Wednesday, May 19, 2010

How Samson Making Fools Out of Philistines Points Us to the Cross


Reading: Judges 12-15
The story of Samson is one of the more entertaining and at times perplexing accounts in the Bible. He definitely does not have the resume one might look for in a leader of God's people. In one of his lack luster decisions, a decision to marry a Philistine woman, his parents were confused but the narrator let's us in on a clue.
(His parents did not know that this was from the LORD, who was seeking an occasion to confront the Philistines; for at that time they were ruling over Israel.) Judges 14:4
After a string of events we arrive at that confrontation, his wife having been killed by the Philistines along with her father. They are out to get Samson now. His own people, the Jews, were willing to hand him over to them out of fear. They were trying to save their own skins. “Don't you realize that the Philistines are rulers over us?” they asked Samson, pointing out that he was putting them in a risky position. They inform Samson that they have come to hand him over to the Philistines.
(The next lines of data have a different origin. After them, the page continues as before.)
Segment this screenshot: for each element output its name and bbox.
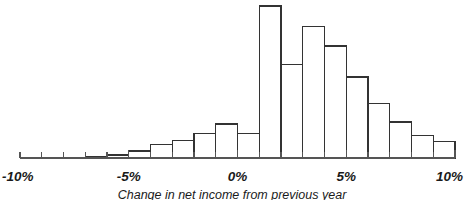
x-axis-tick-label: 10%	[436, 169, 463, 184]
histogram-bar	[433, 141, 455, 158]
histogram-bar	[325, 46, 347, 158]
histogram-bar	[346, 77, 368, 158]
x-axis-tick-label: 0%	[228, 169, 248, 184]
histogram-bar	[412, 136, 434, 158]
bars-group	[85, 6, 455, 158]
histogram-bar	[129, 151, 151, 158]
histogram-bar	[390, 122, 412, 158]
histogram-bar	[216, 124, 238, 158]
x-axis-tick-label: -10%	[2, 169, 34, 184]
histogram-bar	[151, 144, 173, 158]
x-axis-tick-labels: -10%-5%0%5%10%	[2, 169, 463, 184]
histogram-bar	[194, 134, 216, 158]
x-axis-tick-label: -5%	[117, 169, 141, 184]
x-axis-title: Change in net income from previous year	[118, 188, 347, 200]
histogram-bar	[259, 6, 281, 158]
histogram-bar	[303, 26, 325, 158]
histogram-bar	[238, 134, 260, 158]
histogram-plot-area: -10%-5%0%5%10% Change in net income from…	[0, 0, 465, 200]
histogram-bar	[172, 140, 194, 158]
histogram-chart: -10%-5%0%5%10% Change in net income from…	[0, 0, 465, 200]
x-axis-tick-label: 5%	[336, 169, 356, 184]
histogram-bar	[368, 103, 390, 158]
histogram-bar	[281, 64, 303, 158]
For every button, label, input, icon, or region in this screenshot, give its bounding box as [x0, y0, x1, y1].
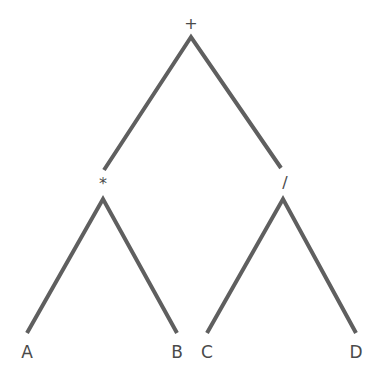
edge-mul-a-b: [27, 199, 177, 333]
node-root-plus: +: [184, 16, 197, 32]
node-multiply: *: [99, 176, 107, 192]
edge-div-c-d: [207, 199, 356, 333]
leaf-c: C: [201, 344, 213, 361]
tree-edges: [0, 0, 378, 370]
leaf-a: A: [21, 344, 33, 361]
leaf-d: D: [349, 344, 362, 361]
node-divide: /: [282, 175, 287, 191]
leaf-b: B: [171, 344, 183, 361]
edge-root-mul-div: [104, 37, 281, 170]
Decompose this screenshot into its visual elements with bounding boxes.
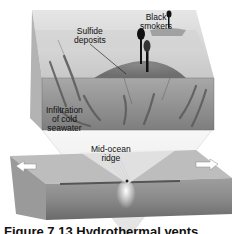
sulfide-deposits-label: Sulfide deposits	[74, 27, 106, 45]
hydrothermal-vent-diagram: Black smokers Sulfide deposits Infiltrat…	[0, 0, 244, 234]
figure-caption: Figure 7.13 Hydrothermal vents	[4, 225, 198, 234]
diagram-illustration	[0, 0, 244, 234]
mid-ocean-ridge-label: Mid-ocean ridge	[91, 145, 131, 163]
black-smokers-label: Black smokers	[140, 13, 172, 31]
infiltration-label: Infiltration of cold seawater	[46, 106, 83, 133]
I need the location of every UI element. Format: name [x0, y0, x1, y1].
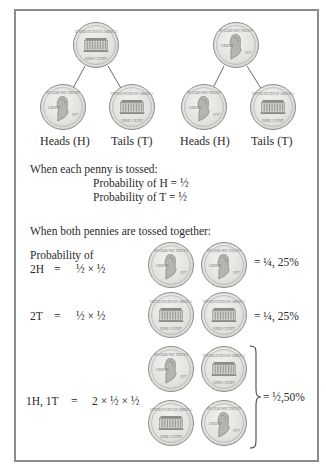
row-1h1t-result: = ½,50%	[263, 392, 305, 404]
curly-brace-icon	[248, 345, 262, 449]
penny-heads-icon	[201, 400, 247, 446]
penny-heads-icon	[213, 22, 259, 68]
penny-tails-icon	[201, 346, 247, 392]
penny-heads-icon	[201, 242, 247, 288]
double-toss-heading: When both pennies are tossed together:	[30, 226, 211, 238]
penny-heads-icon	[40, 84, 86, 130]
penny-tails-icon	[201, 292, 247, 338]
heads-label: Heads (H)	[180, 135, 230, 147]
penny-heads-icon	[181, 84, 227, 130]
tails-label: Tails (T)	[251, 135, 292, 147]
row-2t-label: 2T	[30, 311, 43, 323]
heads-label: Heads (H)	[40, 135, 90, 147]
probability-heads: Probability of H = ½	[93, 178, 189, 190]
penny-heads-icon	[148, 346, 194, 392]
single-toss-heading: When each penny is tossed:	[30, 164, 158, 176]
row-2h-expression: ½ × ½	[76, 264, 106, 276]
row-1h1t-label: 1H, 1T	[26, 396, 59, 408]
row-2h-result: = ¼, 25%	[254, 257, 299, 269]
tails-label: Tails (T)	[111, 135, 152, 147]
penny-tails-icon	[148, 292, 194, 338]
row-1h1t-expression: 2 × ½ × ½	[92, 396, 139, 408]
penny-heads-icon	[148, 242, 194, 288]
row-2h-label: 2H	[30, 264, 44, 276]
equals-sign: =	[71, 396, 78, 408]
row-2t-expression: ½ × ½	[76, 311, 106, 323]
penny-tails-icon	[109, 84, 155, 130]
equals-sign: =	[54, 311, 61, 323]
penny-tails-icon	[148, 400, 194, 446]
equals-sign: =	[54, 264, 61, 276]
penny-tails-icon	[73, 22, 119, 68]
penny-tails-icon	[250, 84, 296, 130]
probability-tails: Probability of T = ½	[93, 192, 187, 204]
probability-of-label: Probability of	[30, 250, 94, 262]
row-2t-result: = ¼, 25%	[254, 311, 299, 323]
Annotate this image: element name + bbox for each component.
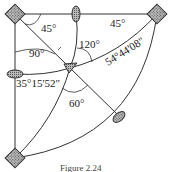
angle-arc-120	[77, 48, 92, 62]
label-arc-right: 54°44'08"	[103, 34, 147, 67]
label-angle-top-right: 45°	[110, 17, 125, 29]
spherical-triangle-diagram: 45° 45° 90° 120° 60° 35°15'52" 54°44'08"…	[0, 0, 171, 172]
angle-arc-60	[62, 85, 88, 92]
tick-mark	[58, 47, 61, 50]
angle-arc-top-left	[25, 14, 41, 25]
label-angle-top-left: 45°	[41, 22, 56, 34]
label-angle-60: 60°	[69, 97, 84, 109]
label-arc-left: 35°15'52"	[16, 77, 60, 89]
node-center-triangle	[64, 63, 77, 73]
label-angle-120: 120°	[79, 38, 100, 50]
node-top-ellipse	[72, 6, 80, 22]
node-lower-right-ellipse	[111, 109, 127, 124]
label-angle-90: 90°	[29, 47, 44, 59]
figure-caption: Figure 2.24	[60, 163, 102, 172]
Of course, Samson could have defeated them, but they were not the enemy, they were the very ones God intended to deliver through Samson. So Samson requests,
Samson said, “Swear to me that you won't kill me yourselves.” 13“Agreed,” they answered. “We will only tie you up and hand you over to them. We will not kill you.” So they bound him with two new ropes and led him up from the rock. 14As he approached Lehi, the Philistines came toward him shouting. The Spirit of the LORD came upon him in power. The ropes on his arms became like charred flax, and the bindings dropped from his hands. 15Finding a fresh jawbone of a donkey, he grabbed it and struck down a thousand men. 16Then Samson said, “With a donkey's jawbone I have made donkeys of them. With a donkey's jawbone I have killed a thousand men.” (Judges 15:12-16)
There is some real humor here, that is probably missed in translation, but not completely. The NIV's “I have made donkeys of them” probably captures the idea about as good as we can, but tames it a bit more than I imagine Samson said it. (A man who just slew a thousand men is probably not going to worry about the saltiness of the word ass, which serves well the double meaning. Young's Literal Translation might help us a bit. The [ ] indicate my expansion to make obvious what is likely to have been intended.
With a jaw-bone of the ass – an ass upon asses [the jawbone of the ass upon the asses I just killed] – with a jaw-bone of the ass I have smitten a thousand men.'
So it seems that Samson was saying that he made an ass (fool) out them with the jawbone of an ass. Donkey seems to loose the flavor a bit, since nobody uses that as a term of derogation. But think about what Samson did, and how he explains it. With the folly of a dead donkey's jawbone, I conquered those into whose hands I had been delivered.” It is here that we see how this story points us to the cross.
Christ was also delivered into the hands of the enemies of God's people, by His own people. Unlike Samson, he did not have to specify, “don't kill me, only tie me up,” for Christ was conquering death itself. In fact, it was into death's hands that he was delivered. And through the folly of the cross, a picture of death and weakness, symbolic of the folly of those who hung there because of their crimes, Christ made an end of death. Christ declared, death to death— death upon death through death.